Posted by Texasmark1 on August 06, 2013 at 15:47:36 from (172.242.15.27):
In Reply to: Re: O/T Bagworms? posted by flyingace on August 06, 2013 at 06:41:12:
They make a bag and it hangs off small limbs. The bag is silk lined and very tough....hard to pull one apart using both hands, thumb and index fingers. It is decorated with leaves and on cedars (cedar leaves are short and slender), little bluish balls appear also that show up on the female gender tree for that year....different years, different trees are girls.
They come up out of the bag to eat the leaves off the host tree. If you catch them out eating you will see the head protruding out of the bag and the incisors just making a mess of the tree.
Since trees take in CO2 and release O2 and in doing so grow, if you remove enough of the leaves the tree can't make the transition adequately and it will die. 200-300 bag worms on a 20' cedar in time will and do kill them. No brag, just fact and that's the population density I get when the butterflies hybernate. So, for me, take that number x the 160 trees I have and you are talking about a lot of worms.
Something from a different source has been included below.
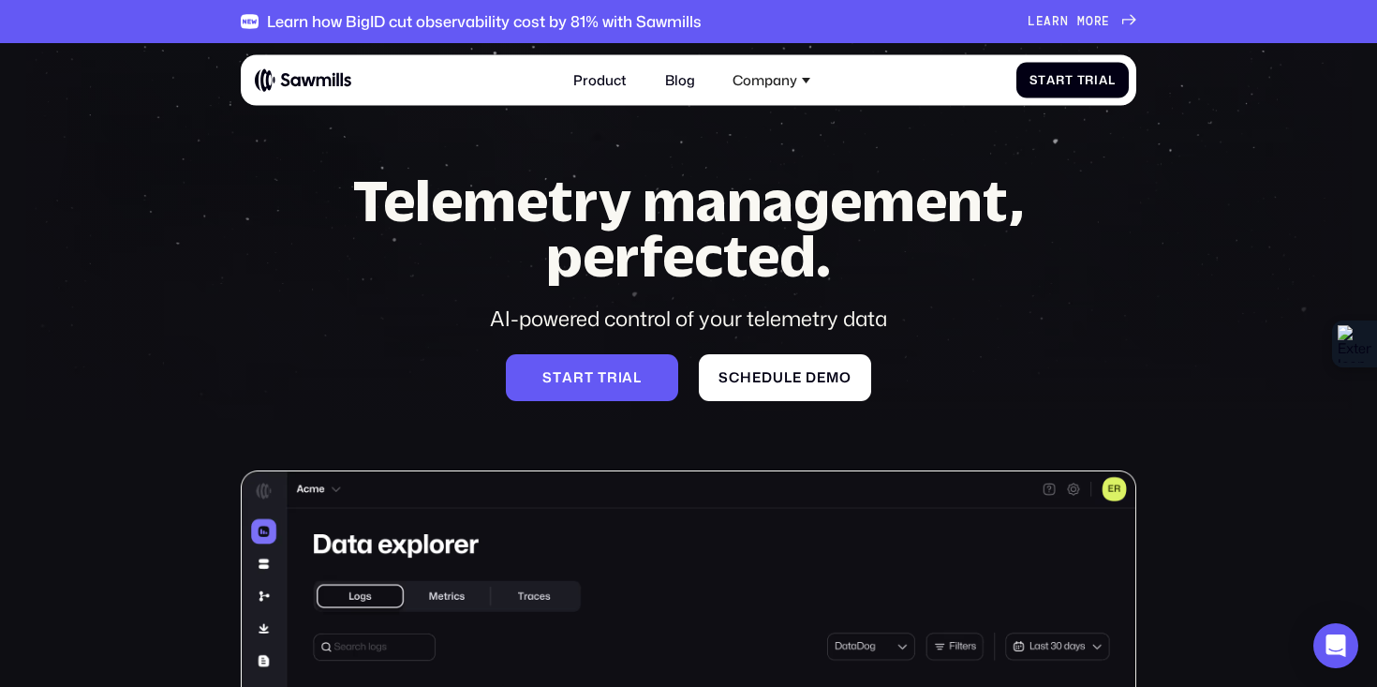  I want to click on h1: Telemetry management, perfected., so click(689, 228).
On other trees, I have no idea as I never see them on anything but cedars and they are on there by the 100's. They are obviously butterfly larvae as you don't have any until the butterflies migrate in the spring. The ones that get me are the smaller ones, like the one that's tomato worm green with the big dot on each wing, or the yellow ones of the same size. When 2 or 3 groups of them migrate, I have 2 or 3 sessions with the worms.